**Exercise aim:** The line with "Locate an element" marks the start; please set it down along with all later lines through the end of the material, exactly, leaving out pictures.

*** Opening Given entries ***

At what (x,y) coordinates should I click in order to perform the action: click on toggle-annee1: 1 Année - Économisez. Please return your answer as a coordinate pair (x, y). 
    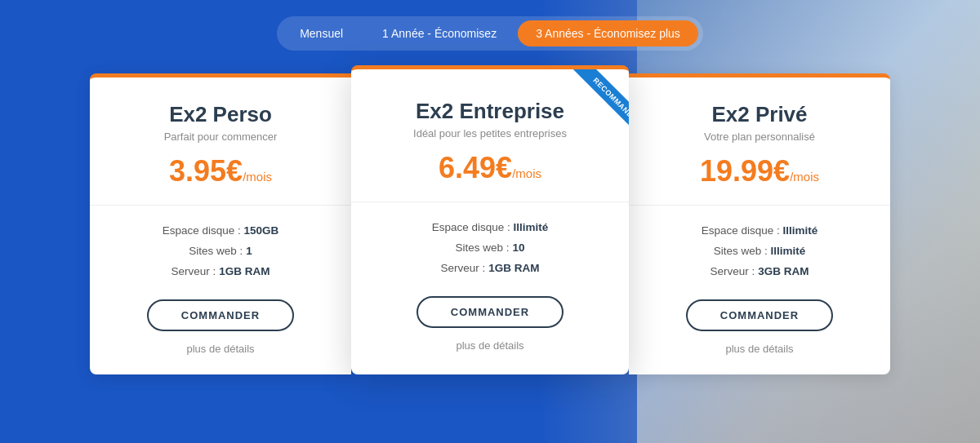
    Looking at the image, I should click on (439, 33).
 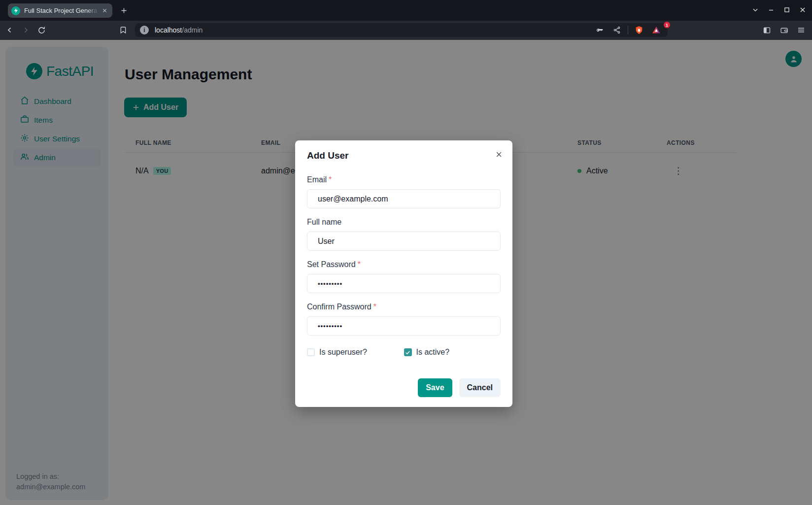 What do you see at coordinates (656, 30) in the screenshot?
I see `brave-rewards-icon: 1` at bounding box center [656, 30].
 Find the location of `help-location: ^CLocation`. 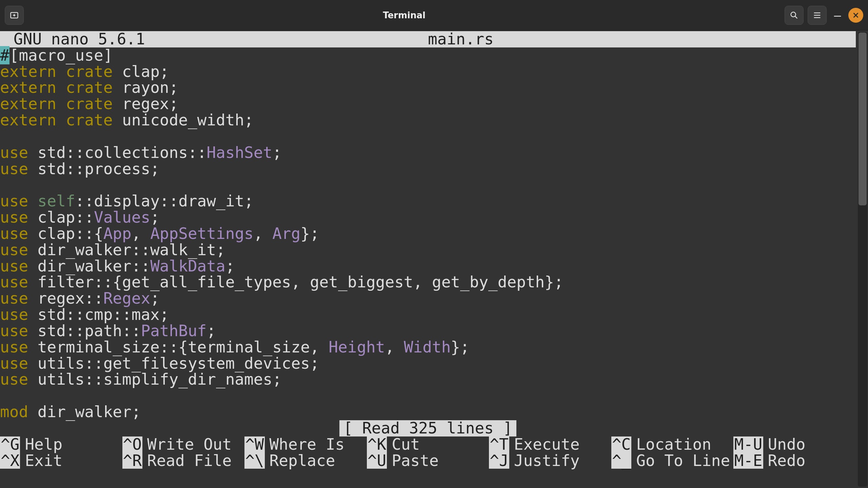

help-location: ^CLocation is located at coordinates (673, 445).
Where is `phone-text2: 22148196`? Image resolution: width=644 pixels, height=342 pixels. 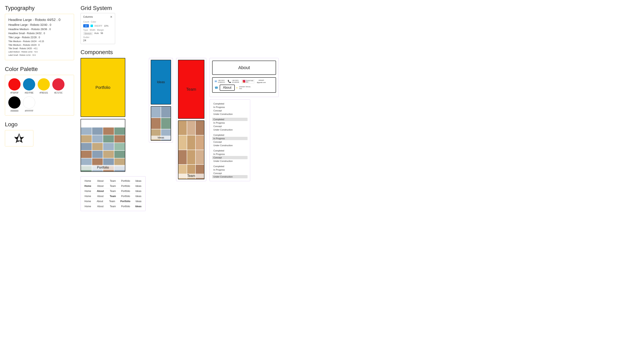
phone-text2: 22148196 is located at coordinates (236, 82).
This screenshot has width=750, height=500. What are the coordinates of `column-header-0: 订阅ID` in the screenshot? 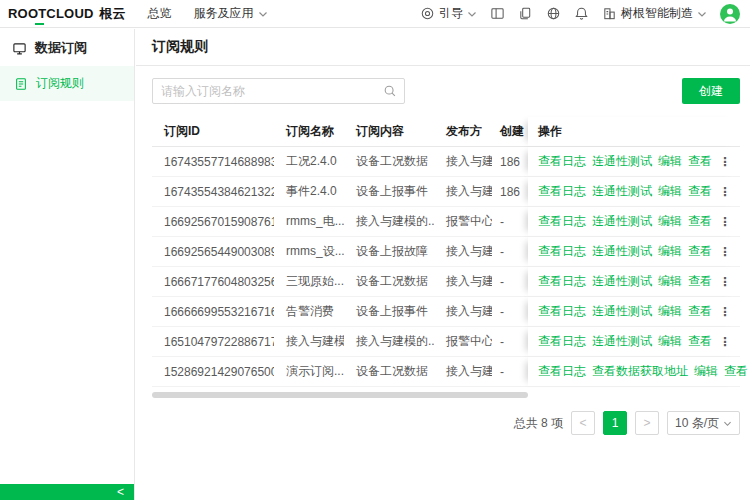 It's located at (213, 132).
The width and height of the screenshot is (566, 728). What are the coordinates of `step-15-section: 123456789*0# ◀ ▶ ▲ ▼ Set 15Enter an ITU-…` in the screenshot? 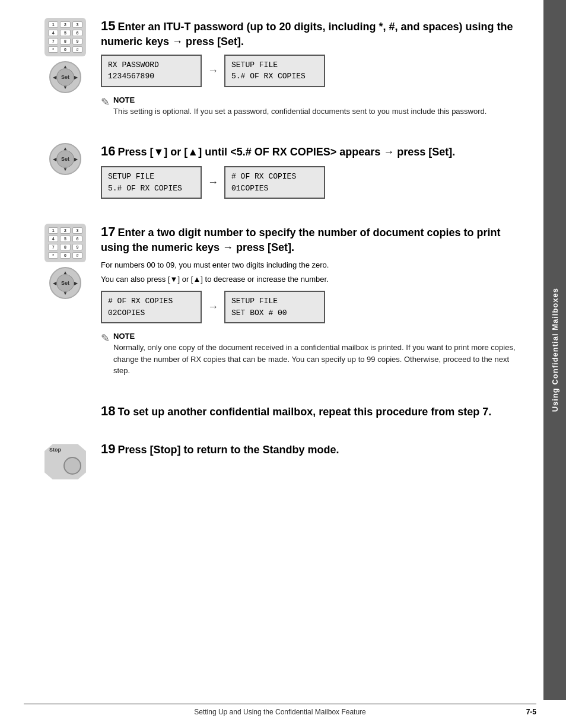 It's located at (277, 72).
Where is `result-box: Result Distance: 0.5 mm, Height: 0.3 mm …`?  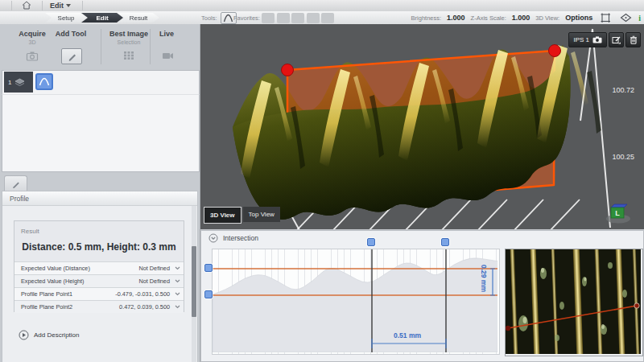
result-box: Result Distance: 0.5 mm, Height: 0.3 mm … is located at coordinates (99, 266).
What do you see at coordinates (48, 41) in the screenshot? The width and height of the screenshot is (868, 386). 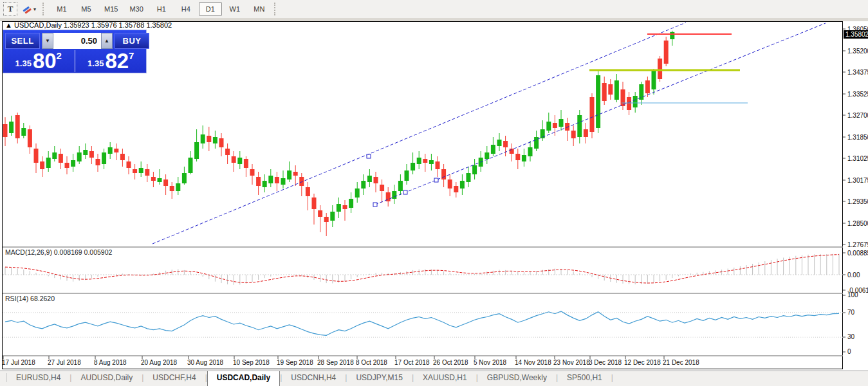 I see `volume-decrease-button: ▼` at bounding box center [48, 41].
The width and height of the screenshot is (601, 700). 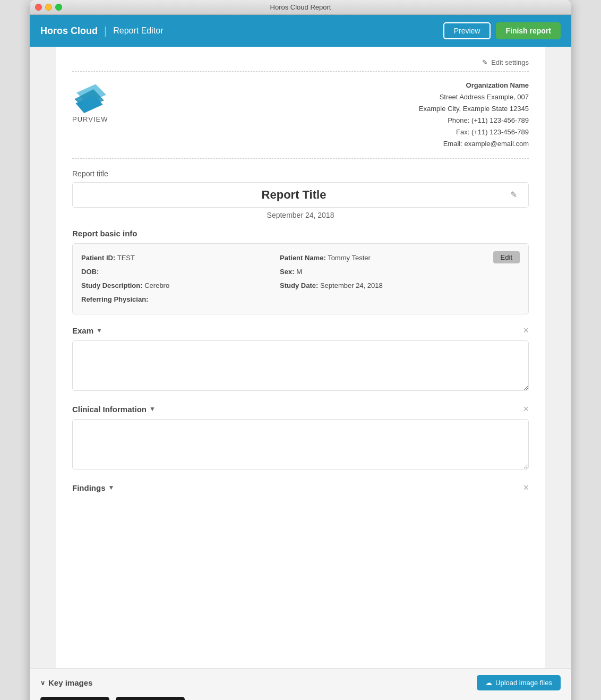 What do you see at coordinates (125, 300) in the screenshot?
I see `referring-row: Referring Physician:` at bounding box center [125, 300].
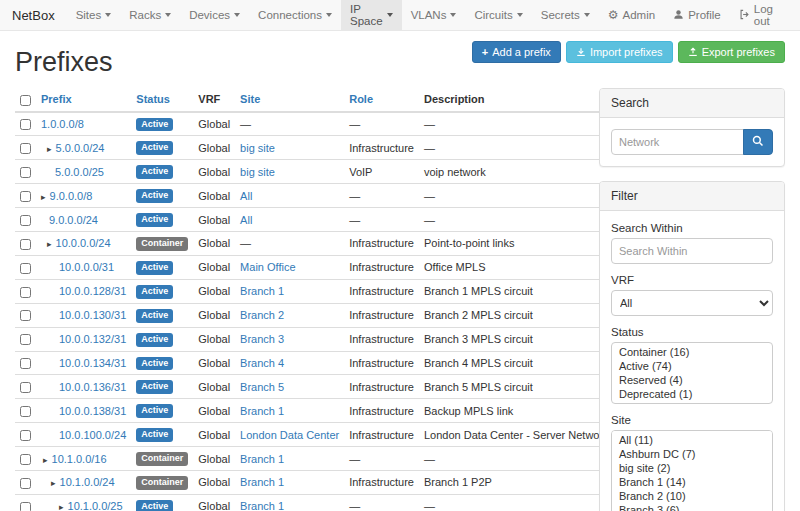 The width and height of the screenshot is (800, 511). What do you see at coordinates (692, 303) in the screenshot?
I see `vrf-select: All` at bounding box center [692, 303].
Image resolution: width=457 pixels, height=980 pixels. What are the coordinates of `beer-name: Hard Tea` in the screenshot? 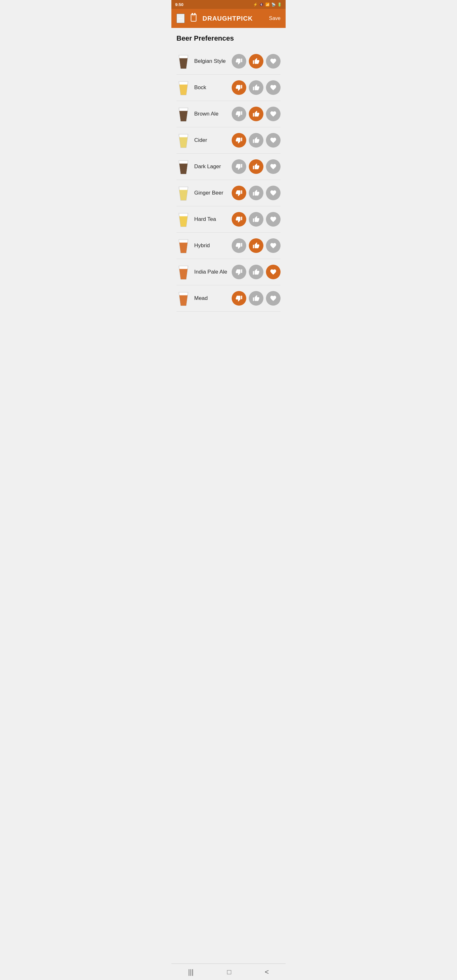 It's located at (213, 219).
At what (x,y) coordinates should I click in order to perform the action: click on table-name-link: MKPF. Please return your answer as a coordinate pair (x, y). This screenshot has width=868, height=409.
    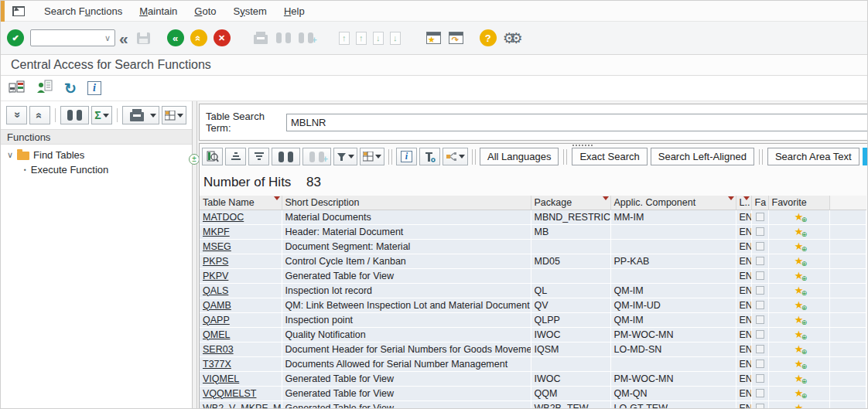
    Looking at the image, I should click on (217, 232).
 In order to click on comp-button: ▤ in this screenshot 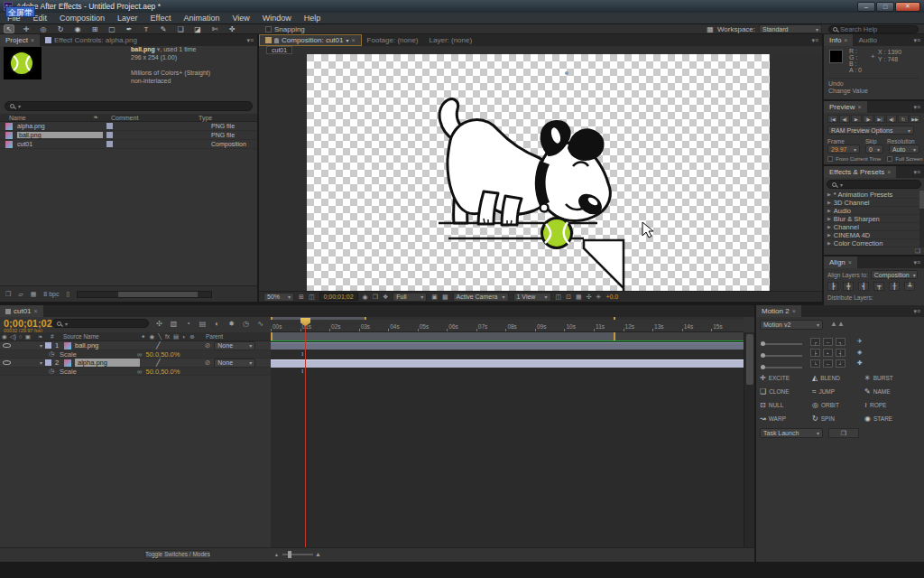, I will do `click(202, 323)`.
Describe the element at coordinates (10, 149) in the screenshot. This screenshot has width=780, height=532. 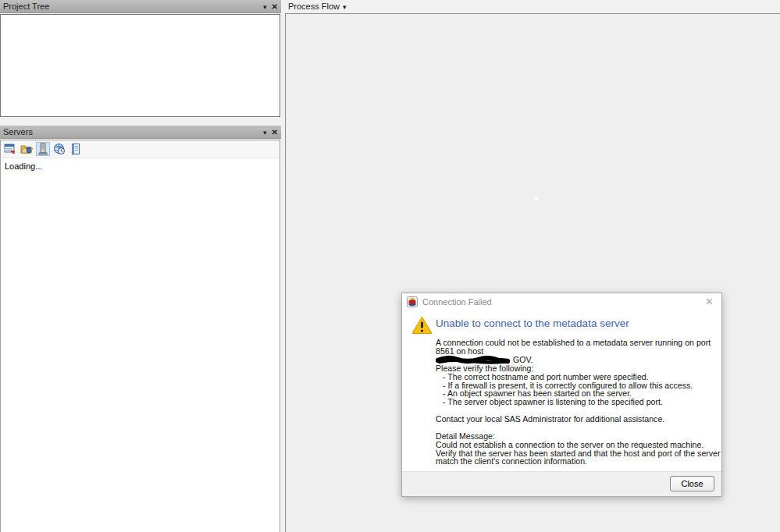
I see `connect-window-icon` at that location.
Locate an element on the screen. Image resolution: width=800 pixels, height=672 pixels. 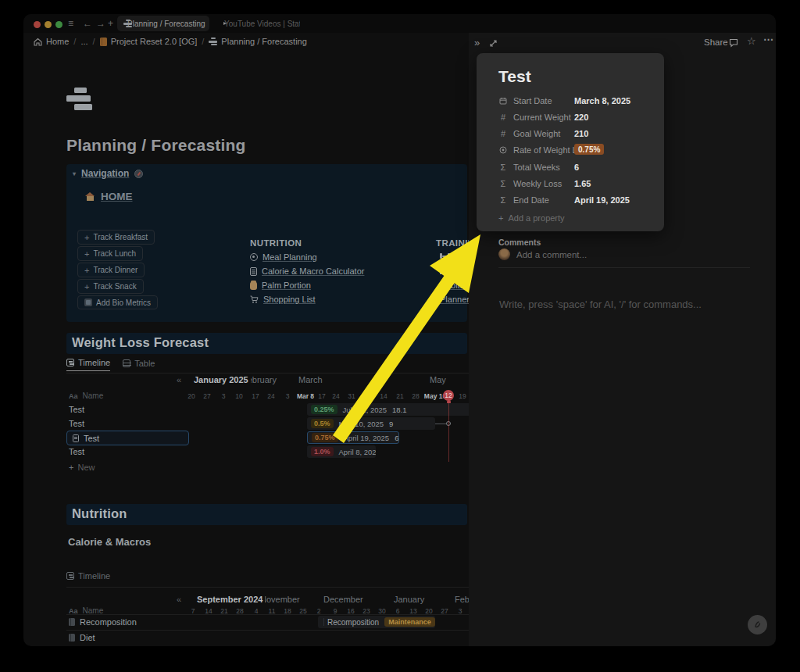
more-options-icon: ⋯ is located at coordinates (769, 39).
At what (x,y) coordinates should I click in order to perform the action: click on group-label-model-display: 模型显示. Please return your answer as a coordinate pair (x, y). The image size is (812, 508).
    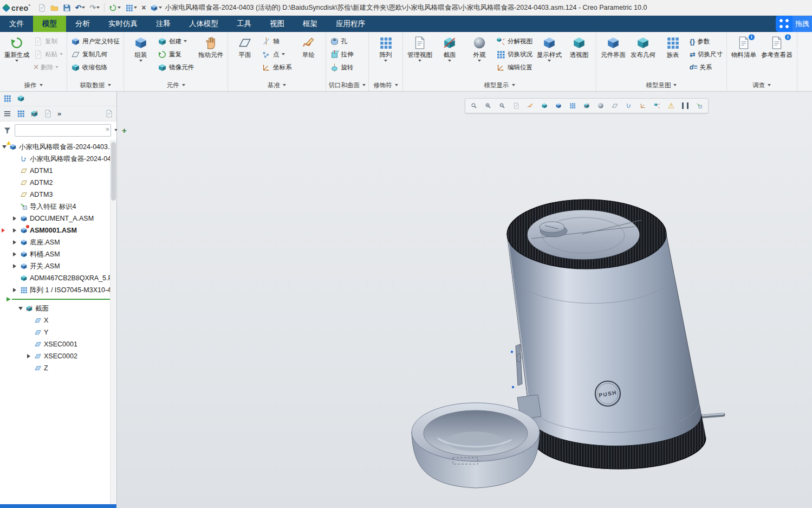
    Looking at the image, I should click on (499, 85).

*** Closing Given entries ***

**Your solution:**
Locate an element on the screen. Image resolution: width=800 pixels, height=672 pixels. 
more-options-icon: ⋯ is located at coordinates (769, 39).
At what (x,y) coordinates should I click in order to perform the action: click on group-label-model-display: 模型显示. Please return your answer as a coordinate pair (x, y). The image size is (812, 508).
    Looking at the image, I should click on (499, 85).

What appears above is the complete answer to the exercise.